Your March 27 Opinion section was excellent. I really appreciated Judith Hurley’s letter. Her views on abortion aren’t mine but she made her case without rancor. So did Kristine Williams in her guest opinion about the benefits diversity could offer this county. Science tells us that we can only survive in a vibrantly diverse gene pool. Unless we collect into ethnic and ideological pockets, one disease can’t wipe us out. My Irish relatives learned the basic gene pool problem firsthand; they put all their faith in potatoes and a famine wiped them out. Many wound up on our shores. America was being sold as a wonderful melting pot with opportunities as wide as the arms of the Liberty statue who welcomed everyone, regardless of creed.

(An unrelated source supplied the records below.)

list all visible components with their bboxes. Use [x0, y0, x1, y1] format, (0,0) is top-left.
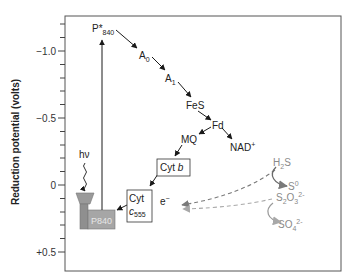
photosynthetic-electron-transport-diagram: −1.0 −0.5 0 +0.5 Reduction potential (vo… [0, 0, 351, 277]
fd-label: Fd [212, 120, 224, 131]
p840-excited-label: P*840 [92, 23, 114, 36]
so4-label: SO42- [278, 218, 303, 232]
h2s-electron-flow [182, 170, 275, 205]
cyt-b-label: Cyt b [160, 162, 184, 173]
electron-label: e− [160, 195, 170, 207]
tick-label-neg05: −0.5 [36, 113, 56, 124]
tick-label-0: 0 [50, 180, 56, 191]
y-axis [58, 24, 65, 252]
cyt-c555-line1: Cyt [129, 193, 144, 204]
fes-label: FeS [186, 100, 205, 111]
a1-label: A1 [165, 73, 176, 86]
a0-label: A0 [139, 50, 150, 63]
nad-label: NAD+ [230, 141, 255, 153]
light-wave-icon [84, 163, 87, 191]
tick-label-pos05: +0.5 [36, 247, 56, 258]
mq-label: MQ [181, 134, 197, 145]
tick-label-neg1: −1.0 [36, 46, 56, 57]
p840-label: P840 [91, 216, 112, 226]
light-label: hν [79, 149, 90, 160]
s0-label: S0 [288, 180, 299, 192]
plot-frame [65, 16, 341, 271]
y-axis-title: Reduction potential (volts) [10, 79, 21, 205]
s2o3-label: S2O32- [276, 191, 305, 205]
thiosulfate-electron-flow [183, 199, 272, 209]
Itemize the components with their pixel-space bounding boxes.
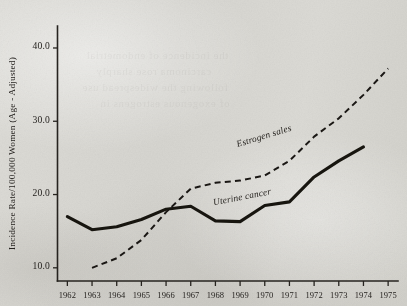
y-axis-tick-label: 20.0 (32, 187, 50, 198)
chart-canvas: 10.020.030.040.0196219631964196519661967… (0, 0, 407, 306)
x-axis-tick-label: 1973 (330, 290, 347, 300)
chart-figure: 10.020.030.040.0196219631964196519661967… (0, 0, 407, 306)
data-series (67, 69, 388, 268)
x-axis-tick-label: 1975 (379, 290, 396, 300)
uterine-cancer-label: Uterine cancer (212, 186, 272, 207)
y-axis-tick-label: 30.0 (32, 114, 50, 125)
x-axis-tick-label: 1971 (281, 290, 298, 300)
series-line-uterine-cancer (67, 147, 363, 230)
y-axis-tick-label: 10.0 (32, 260, 50, 271)
series-line-estrogen-sales (92, 69, 388, 268)
x-axis-tick-label: 1969 (231, 290, 248, 300)
chart-labels: 10.020.030.040.0196219631964196519661967… (7, 40, 397, 299)
y-axis-tick-label: 40.0 (32, 40, 50, 51)
x-axis-tick-label: 1965 (133, 290, 150, 300)
x-axis-tick-label: 1970 (256, 290, 273, 300)
x-axis-tick-label: 1963 (83, 290, 100, 300)
x-axis-tick-label: 1967 (182, 290, 199, 300)
estrogen-sales-label: Estrogen sales (234, 123, 293, 150)
x-axis-tick-label: 1964 (108, 290, 126, 300)
x-axis-tick-label: 1974 (355, 290, 373, 300)
x-axis-tick-label: 1966 (157, 290, 174, 300)
y-axis-title: Incidence Rate/100,000 Women (Age - Adju… (7, 57, 17, 250)
x-axis-tick-label: 1968 (207, 290, 224, 300)
x-axis-tick-label: 1972 (305, 290, 322, 300)
x-axis-tick-label: 1962 (59, 290, 76, 300)
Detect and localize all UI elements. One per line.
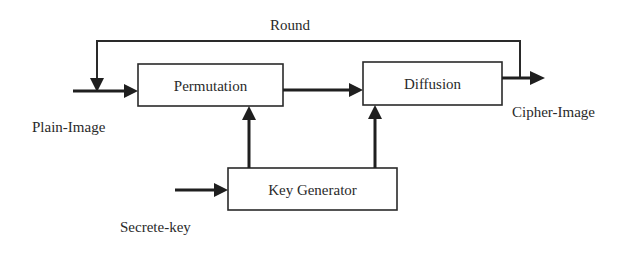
secret-key-arrowhead — [214, 183, 228, 197]
key-generator-label: Key Generator — [268, 182, 357, 198]
keygen-to-permutation-arrowhead — [242, 106, 256, 120]
plain-image-label: Plain-Image — [32, 119, 106, 135]
permutation-to-diffusion-arrowhead — [349, 83, 363, 97]
secret-key-label: Secrete-key — [120, 219, 191, 235]
encryption-block-diagram: Round Plain-Image Permutation Diffusion … — [0, 0, 643, 253]
diffusion-label: Diffusion — [404, 76, 462, 92]
cipher-image-arrowhead — [530, 71, 545, 85]
plain-image-arrowhead — [124, 84, 138, 98]
keygen-to-diffusion-arrowhead — [368, 105, 382, 119]
round-label: Round — [270, 17, 311, 33]
permutation-label: Permutation — [174, 78, 248, 94]
cipher-image-label: Cipher-Image — [512, 104, 595, 120]
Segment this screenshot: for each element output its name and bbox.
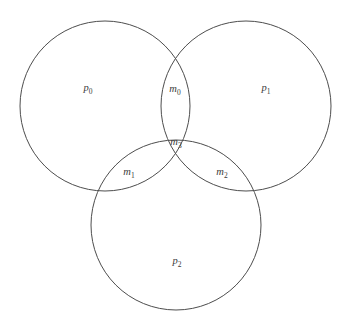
region-label-m0-sub: 0 bbox=[177, 88, 181, 97]
venn-diagram: p0 p1 p2 m0 m1 m2 m3 bbox=[0, 0, 350, 328]
venn-circle-p0 bbox=[20, 21, 190, 191]
region-label-m1: m1 bbox=[123, 166, 135, 179]
region-label-m2-sub: 2 bbox=[224, 171, 228, 180]
region-label-p1: p1 bbox=[261, 82, 271, 95]
venn-diagram-canvas: p0 p1 p2 m0 m1 m2 m3 bbox=[0, 0, 350, 328]
region-label-m0: m0 bbox=[169, 83, 181, 96]
region-label-p2: p2 bbox=[172, 255, 182, 268]
region-label-p0-sub: 0 bbox=[89, 87, 93, 96]
venn-circle-p1 bbox=[161, 21, 331, 191]
venn-circle-p2 bbox=[91, 140, 261, 310]
region-label-p0: p0 bbox=[83, 82, 93, 95]
region-label-m1-sub: 1 bbox=[131, 171, 135, 180]
region-label-p2-sub: 2 bbox=[178, 260, 182, 269]
region-label-p1-sub: 1 bbox=[267, 87, 271, 96]
region-label-m2: m2 bbox=[216, 166, 228, 179]
region-label-m3-sub: 3 bbox=[178, 141, 182, 150]
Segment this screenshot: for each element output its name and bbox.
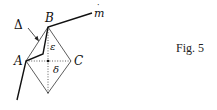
label-delta-lower: δ <box>53 64 59 75</box>
label-B: B <box>44 11 54 25</box>
bottom-vertex <box>47 92 48 93</box>
label-A: A <box>13 54 23 68</box>
figure-caption: Fig. 5 <box>176 41 204 55</box>
label-delta-upper: Δ <box>14 18 23 32</box>
delta-arrow-shaft <box>28 28 37 39</box>
label-m-hat-accent: ˙ <box>96 3 101 13</box>
figure-diagram: Δ B A C m ˙ ε δ Fig. 5 <box>0 0 217 110</box>
label-C: C <box>74 54 83 68</box>
label-epsilon: ε <box>50 41 55 52</box>
center-point <box>47 60 50 63</box>
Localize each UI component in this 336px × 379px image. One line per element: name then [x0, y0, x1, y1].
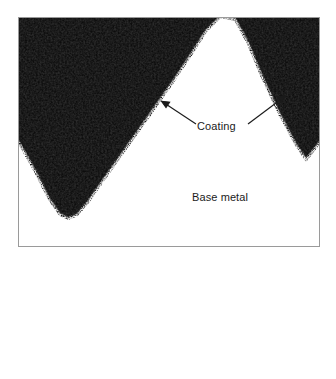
micrograph-image — [0, 0, 336, 379]
base-metal-label: Base metal — [192, 191, 248, 203]
coating-label: Coating — [197, 120, 236, 132]
micrograph-frame — [18, 17, 320, 247]
micrograph-figure: Coating Base metal — [0, 0, 336, 379]
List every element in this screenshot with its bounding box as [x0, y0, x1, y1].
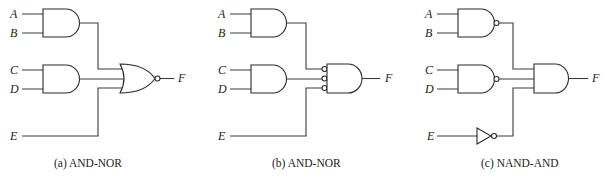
input-label-a: A: [9, 7, 18, 21]
inversion-bubble-icon: [322, 67, 327, 72]
and-gate-icon: [251, 65, 287, 93]
nand-gate-icon: [458, 65, 495, 93]
input-label-c: C: [218, 63, 227, 77]
inversion-bubble-icon: [155, 76, 160, 81]
input-label-c: C: [425, 63, 434, 77]
wire: [497, 23, 535, 136]
output-label-f: F: [384, 71, 393, 85]
logic-diagram: A B C D E F (a) AND-NOR A B C D E: [0, 0, 605, 180]
and-gate-icon: [251, 9, 287, 37]
inversion-bubble-icon: [494, 21, 499, 26]
input-label-d: D: [9, 82, 19, 96]
wire: [286, 23, 322, 79]
input-label-d: D: [217, 82, 227, 96]
output-label-f: F: [591, 71, 600, 85]
panel-b: A B C D E F (b) AND-NOR: [217, 7, 393, 170]
inversion-bubble-icon: [322, 86, 327, 91]
input-label-b: B: [10, 26, 18, 40]
wire: [79, 23, 124, 79]
input-label-c: C: [10, 63, 19, 77]
input-label-a: A: [424, 7, 433, 21]
input-label-b: B: [425, 26, 433, 40]
input-label-e: E: [426, 129, 435, 143]
caption-a: (a) AND-NOR: [54, 157, 122, 170]
inversion-bubble-icon: [322, 76, 327, 81]
and-gate-icon: [43, 9, 80, 37]
caption-b: (b) AND-NOR: [272, 157, 341, 170]
input-label-e: E: [217, 129, 226, 143]
and-gate-icon: [534, 64, 569, 93]
input-label-a: A: [217, 7, 226, 21]
panel-c: A B C D E F (c) NAND-AND: [424, 7, 600, 170]
nor-gate-icon: [120, 64, 155, 93]
input-label-b: B: [218, 26, 226, 40]
not-gate-icon: [477, 128, 491, 144]
input-label-d: D: [424, 82, 434, 96]
output-label-f: F: [177, 71, 186, 85]
nand-gate-icon: [458, 9, 495, 37]
caption-c: (c) NAND-AND: [481, 157, 559, 170]
inversion-bubble-icon: [494, 77, 499, 82]
and-gate-icon: [327, 64, 362, 93]
panel-a: A B C D E F (a) AND-NOR: [9, 7, 186, 170]
input-label-e: E: [9, 129, 18, 143]
inversion-bubble-icon: [492, 134, 497, 139]
and-gate-icon: [43, 65, 80, 93]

Maybe they only meant Anglo Saxons and Europeans.

I waited for the March 30 issue before sending my compliment to Judith and Kristine. I’m glad I did. In that issue Patricia Griffin “commends” Judith’s letter. Then she gives us a few examples of good versus bad choices. Only she doesn’t present them as her opinions but as facts based on her spiritual leanings. To Patricia abortion is, of course, “bad choice.” She even claims the Pro-Choice crowd co-opted the very word “choice” as if it were a web domain. Back to diversity. Unless we truly want to devolve into something like the Taliban, I think we need to stop talking in absolutes as if all the world’s knowledge is collected in whatever holy book drives your beliefs. The God that Patricia and Judith refer to is not my God. Nor is it the God of millions of spiritual people over this country and the world. God bless your crusade, Ms. Hurley, not because I believe in your goals but because I believe in your right to speak of them. You detailed your beliefs without pointing a finger. Ms. Griffin, thanks but I don’t need a list of things that you consider bad or good choices. At 65 I’m old enough to develop my own. We should revel in diverse philosophies, not grind them under a religious boot.